Multiscale-in-time modeling of myocardial growth & disease progression

Marc Hirschvogel (King's College London, 🇬🇧)
Monday session 1 (Zoom) (13:00–14:40 GMT)
This talk won a prize: Best talk by a postdoc
View slides (pdf) (available under a CC BY 4.0 license)
10.6084/m9.figshare.14494809

A multiscale-in-time framework for simulation of maladaptive growth and remodeling (G&R) in the heart is presented. G&R is assumed to be driven by a deviation of mechanical stress or strain with respect to a homeostatic baseline state. Since ventricular loads vary on a much shorter time scale than processes of G&R occur, a staggered solution scheme discriminating between "small scale" heart beat dynamics and "large scale" G&R is chosen.

On the small scale, a coupled monolithic problem of 3D finite strain elasticity for the heart and 0D lumped-parameter flow is solved, using a closed-loop systemic and pulmonary circulation model to account for physiologic loading conditions on the myocardium. After computing a homeostatic reference state, the system is perturbed by introducing a cardiovascular disease (ie regurgitation of the mitral valve or aortic stenosis), eventually leading to a state of chronic volume or pressure overload for the ventricle.

On the large scale, the spatial field of fiber overstretch or tissue overstress is then imposed, and a pure solid mechanics problem of strain- or stress-mediated volumetric growth is solved together with a remodeling law that allows for change in elastic material parameters depending on the amount of growth.

Small and large time scales are mutually revisited until no further volume change occurs. Physiologically meaningful changes in ventricular pressure-volume relationship are obtained for ventricular volume and pressure overload and comply with general observations.

Nonlinear deformation-dependent growth requires local Newton updates at integration point level and is implemented in FEniCS by expressing growth residual and increments as forms at quadrature points. Inner virtual work is expressed explicitly with help of the fourth-order material tangent operator to account for all tangent contributions arising from the nonlinear G&R model.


#### Activity:
Down to the last line below, write out every line exactly, starting with the one that contains "Describe the element" and leaving out the pictures.

[Records drawn from a dataset]
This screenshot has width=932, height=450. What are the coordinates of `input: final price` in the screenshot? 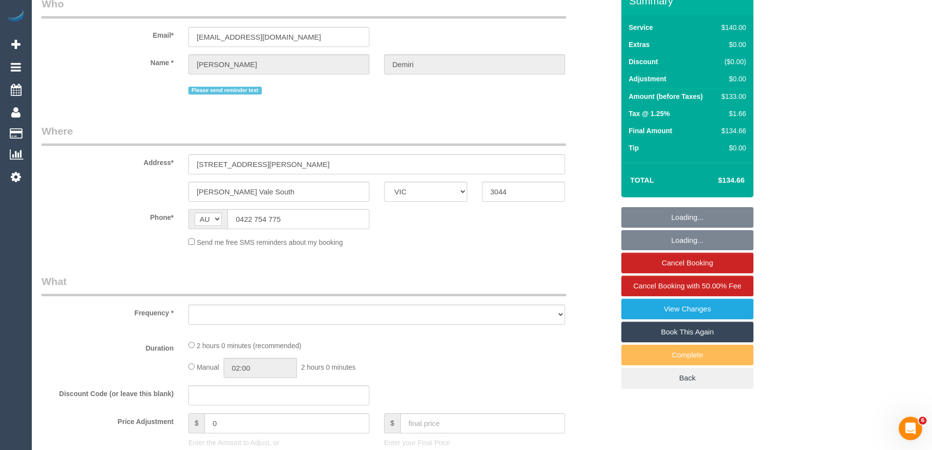 It's located at (482, 423).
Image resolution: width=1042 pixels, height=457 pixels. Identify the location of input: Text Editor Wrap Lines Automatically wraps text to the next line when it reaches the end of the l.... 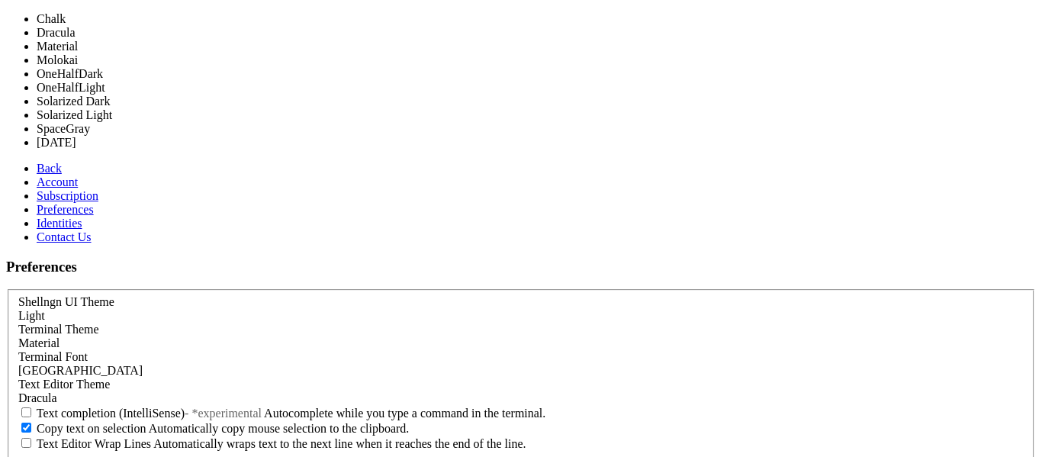
(26, 442).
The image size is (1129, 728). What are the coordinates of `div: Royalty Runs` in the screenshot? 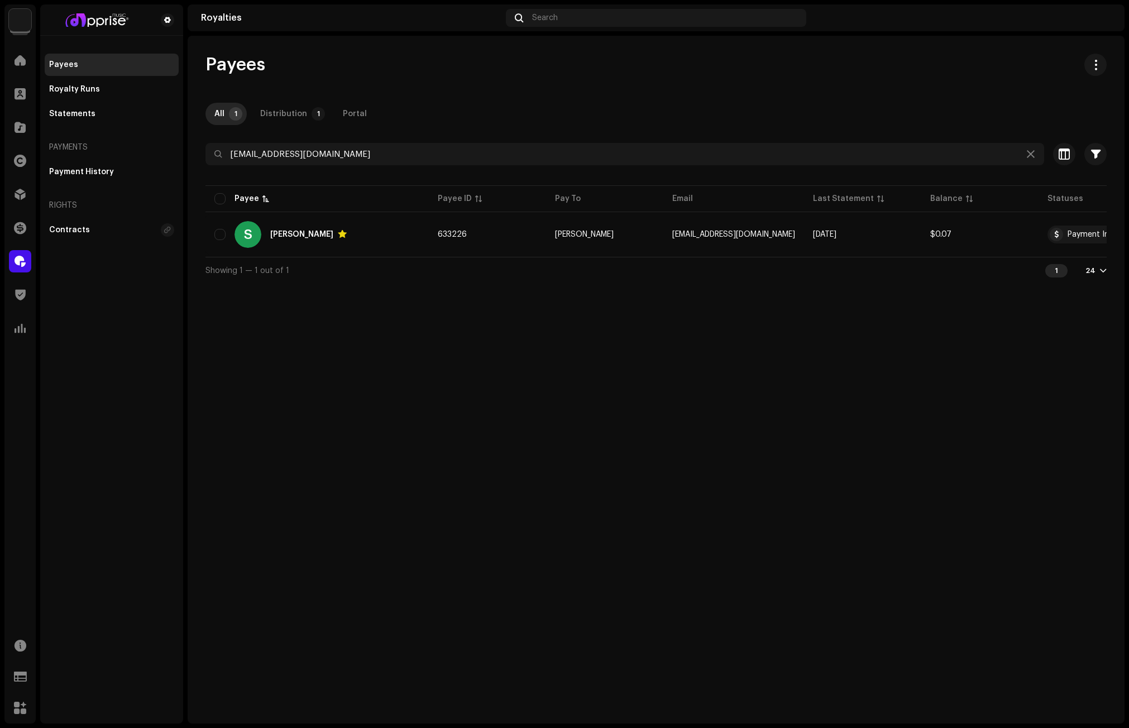 It's located at (74, 89).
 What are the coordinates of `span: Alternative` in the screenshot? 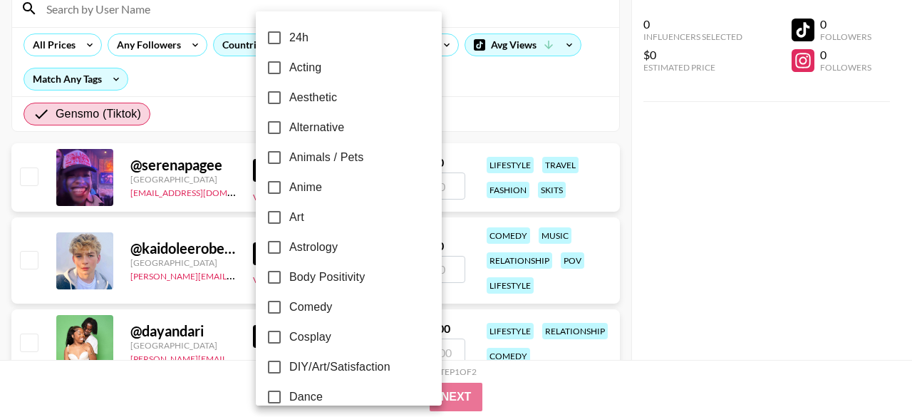 It's located at (316, 128).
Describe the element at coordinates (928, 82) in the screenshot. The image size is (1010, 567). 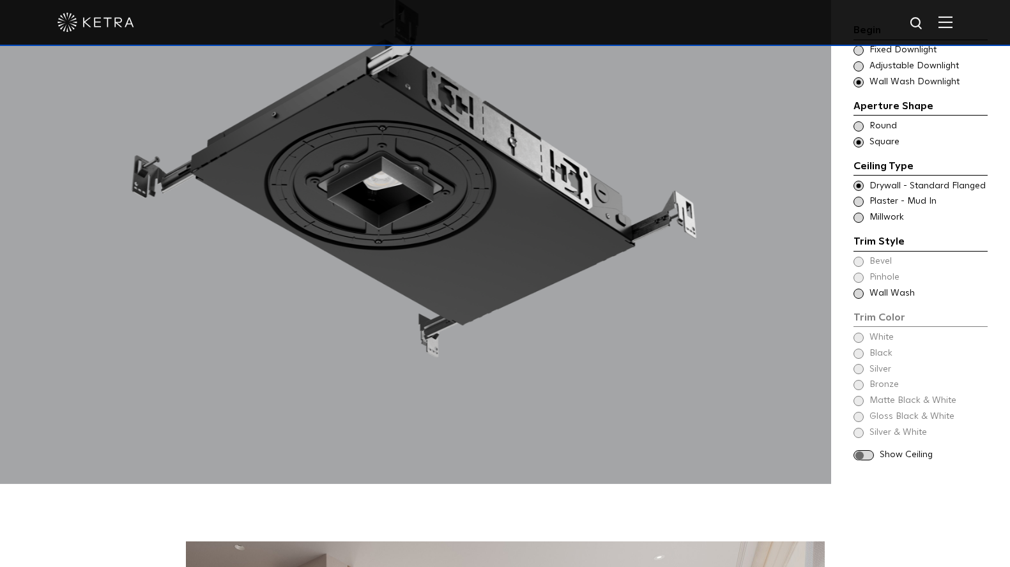
I see `span: Wall Wash Downlight` at that location.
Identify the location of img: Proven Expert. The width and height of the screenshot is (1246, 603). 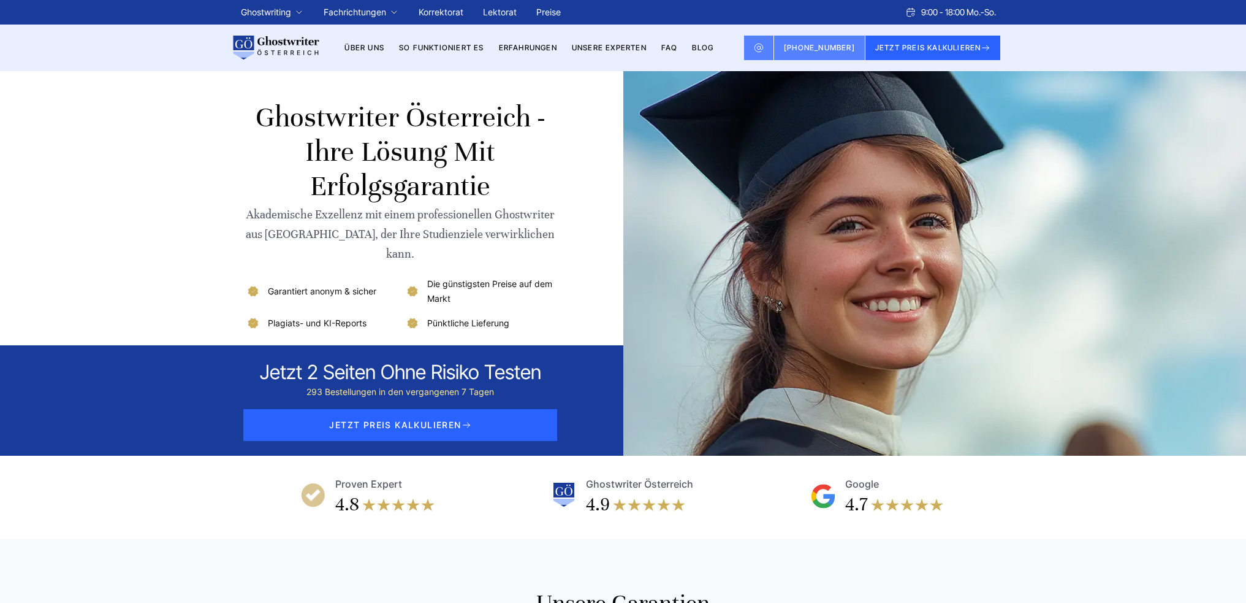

#### Answer area:
Describe the element at coordinates (928, 82) in the screenshot. The image size is (1010, 567). 
I see `span: Wall Wash Downlight` at that location.
Identify the location of img: Proven Expert. The width and height of the screenshot is (1246, 603). 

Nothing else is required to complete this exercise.